In a fanless system, maxing out the CPU or SSD load in high temperatures can trigger thermal throttling, severely impacting performance. That isn’t something you “engineer around” later or ignore during testing. It’s a constraint you manage at the design and specification stage, and test rigorously before deployment.
At the outset, ensure the PC itself has a high temperature rating, and specify wide temperature industrial RAM and SSD. Consider the heatsink size as well: in a fanless system, the temperature of the PC while under load is affected by the physical size of the heatsink, and the total design power of the CPU. A compact fanless PC with a small heatsink, will generally run hotter than a larger fanless PC using the same CPU.
- Dust, moisture and IP ratings
Most industrial environments demand equipment is protected to at least IP65. But ratings alone don’t solve the problem. Poor enclosure design, inadequate cable seals and environmental factors such as sun damage, condensation, corrosion or chemicals can erode the dust and water resistance over time, exposing critical equipment to damage.
Fan-cooled PCs pull dust and debris into the system and shorten lifespan. Fanless designs remove that failure mode entirely, but they place even more importance on correct thermal planning.
- Shock and vibration
A control cabinet in a factory is not the same as a system on a ship, vehicle or mobile plant. Vibration profiles and shock loads vary dramatically. The specification must match the deployment, not a generic standard. Typical industrial fanless PCs can be rated anywhere from 1.5G to 3G for vibration, and from 10G to 50G for shock. The lower end of this range is often used for fixed locations, while higher ratings or MIL-STD-810G/H compliance are demanded for moving vehicles.
- Storage requirements
Check your software’s CPU, RAM and storage requirements. Then add headroom for smooth performance under load -today and tomorrow.

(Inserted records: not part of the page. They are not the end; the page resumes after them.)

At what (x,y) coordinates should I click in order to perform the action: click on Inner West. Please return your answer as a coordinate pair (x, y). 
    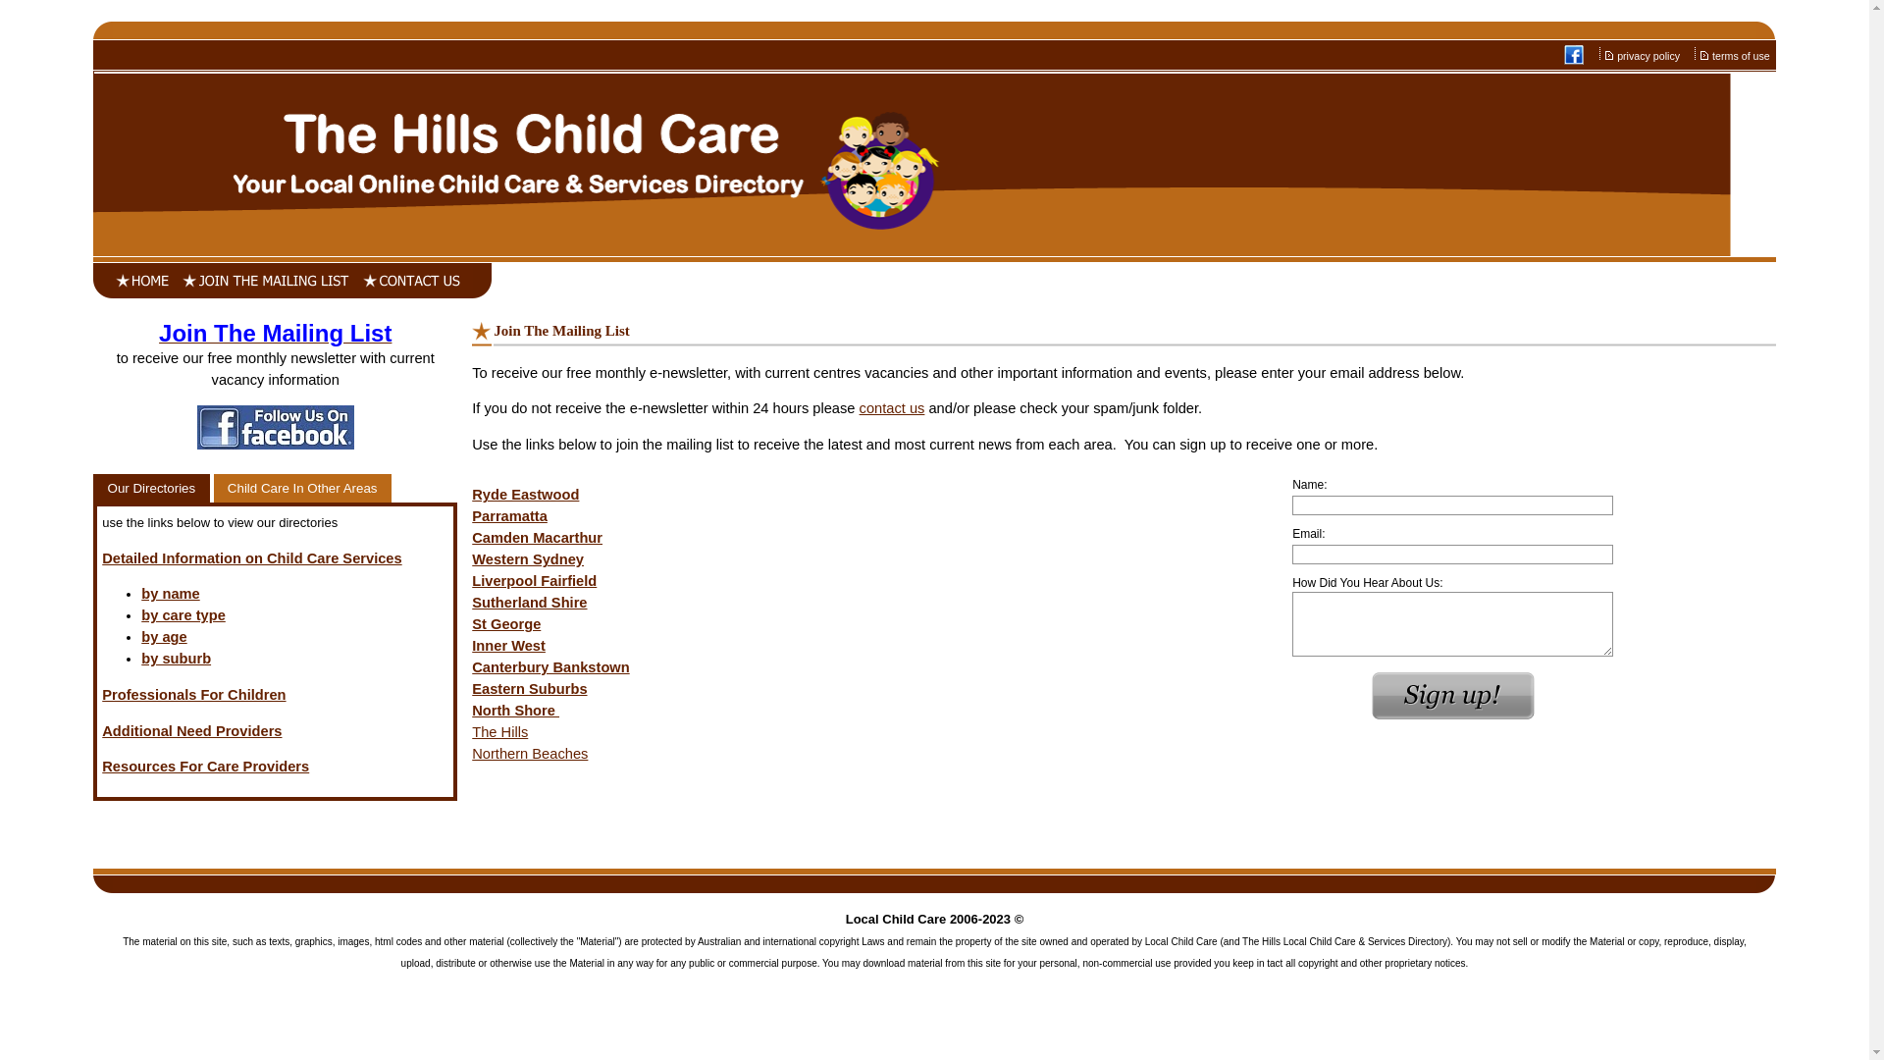
    Looking at the image, I should click on (508, 646).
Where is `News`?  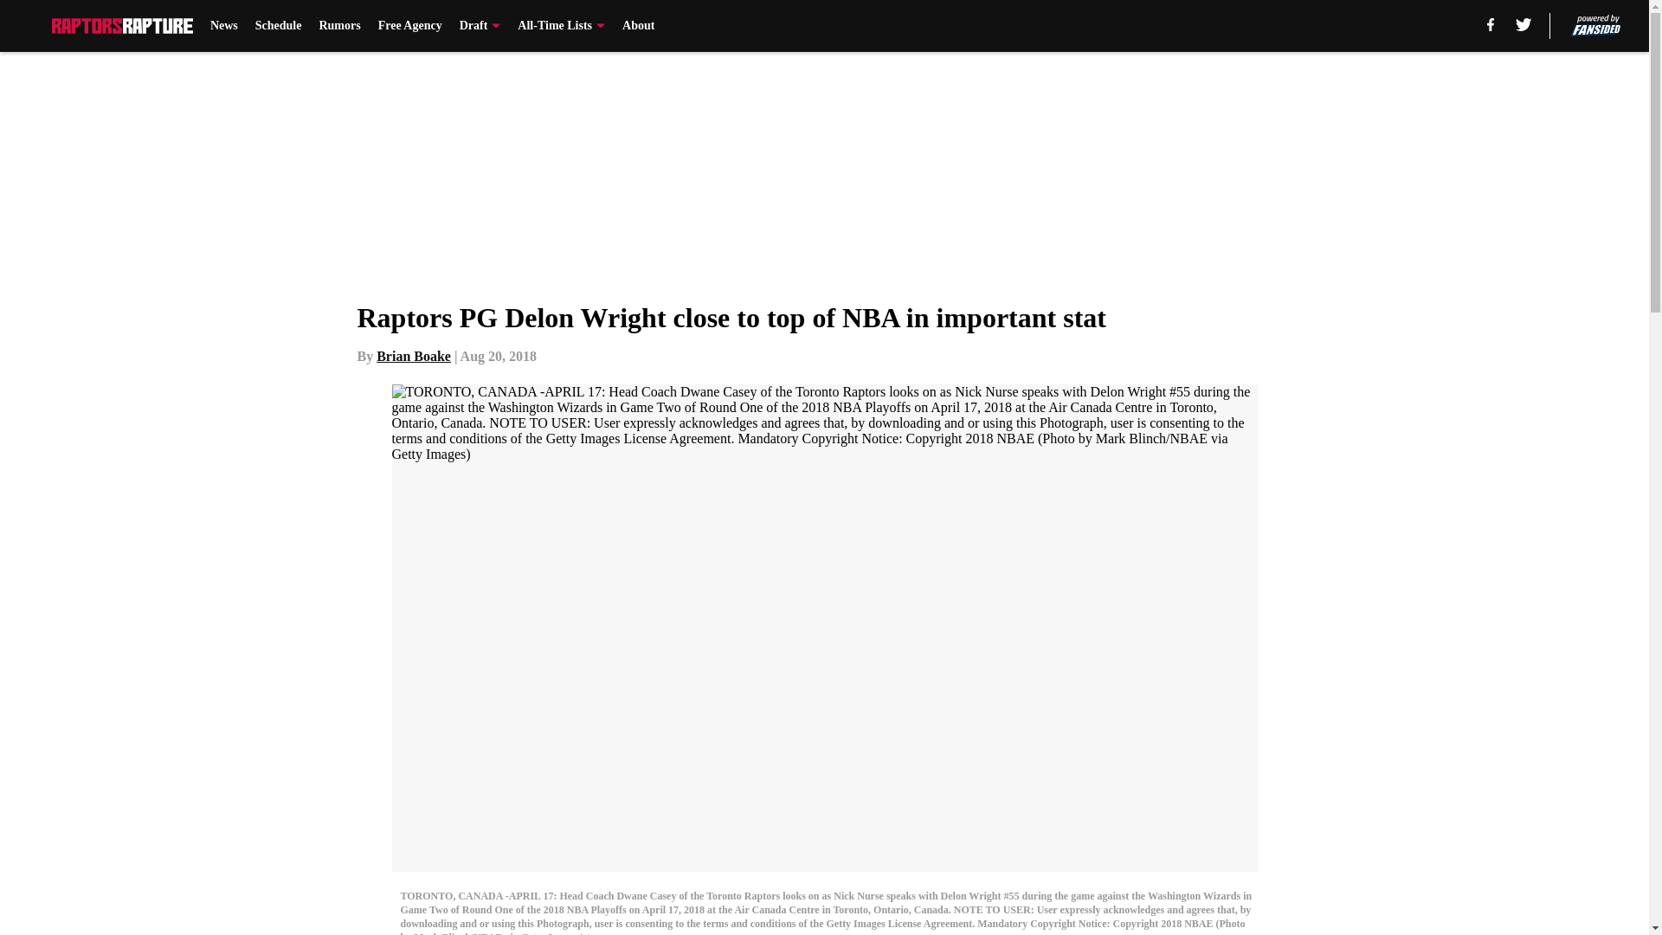
News is located at coordinates (223, 26).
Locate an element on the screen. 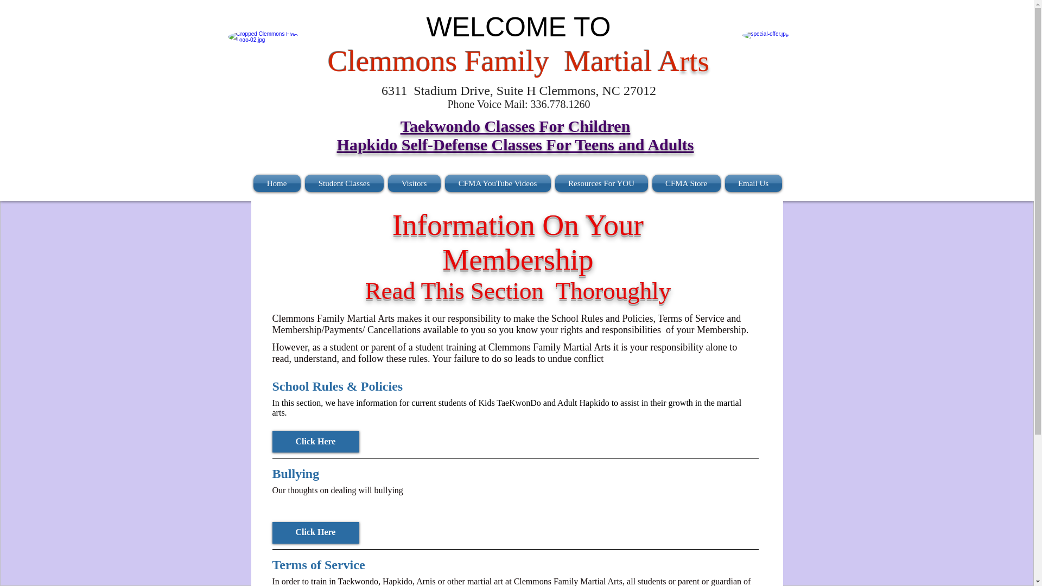 The height and width of the screenshot is (586, 1042). Hapkido Self-Defense Classes For Teens and Adults is located at coordinates (515, 144).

Storage includes a trade-off between SSD versus spinning drives. Spinning hard drives offer huge storage capacity but are unable to cope with harsh environments. Industrial SSDs survive shock, vibration and temperature extremes that would destroy spinning disks.
- Redundancy
Redundancy is not optional, it’s proportional. Should you get RAID for storage? Redundant power supplies? Or hot spares of the whole system? The question isn’t if you need redundancy, it’s how much risk your project can tolerate, and what the downtime consequences look like.
- Connectivity
Consider Ethernet, USB, serial, CANbus and more – plus enough extra connections for expansion. Adding ports after deployment is always more expensive than getting it right on day one.
- Power
AC, DC, vehicle power, solar. Every site has its own requirements. Allow headroom. Apply derating. Protect against load dumps, surges and brownouts. Integrate vehicle ignition control where required. Power mistakes cause more field failures than almost any other component.
- Add-ons
Wireless modules, I/O cards, 4G/5G modems — each one affects physical layout, heat generation, antenna / connector placement and long-term reliability. Every change must be considered at the system level.

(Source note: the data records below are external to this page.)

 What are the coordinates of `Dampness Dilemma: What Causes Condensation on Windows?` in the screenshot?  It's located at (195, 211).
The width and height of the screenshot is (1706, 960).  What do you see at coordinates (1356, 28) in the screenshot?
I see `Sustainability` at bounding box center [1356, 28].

Why getting the right supplier matters
A proper specification doesn’t come from a product page. It comes from understanding how your system will actually be used – and asking the right questions before anything is ordered.
The supplier you want is the one who challenges assumptions, understands deployment environments and has access to multiple product ranges instead of pushing a single brand.
Some suppliers compete on price. The right supplier competes on making sure your system simply works!
Because in the real world, the cheapest part of that Navy PC was the power supply – and the most expensive part was getting it wrong.
ESIS Industrial Electronics offers a range of industrial computing solutions, including rugged tablets, data loggers, industrial displays, integrated computing platforms and programmable interfaces for direct PLC integration. Talk to us about solutions to keep your business operations running efficiently.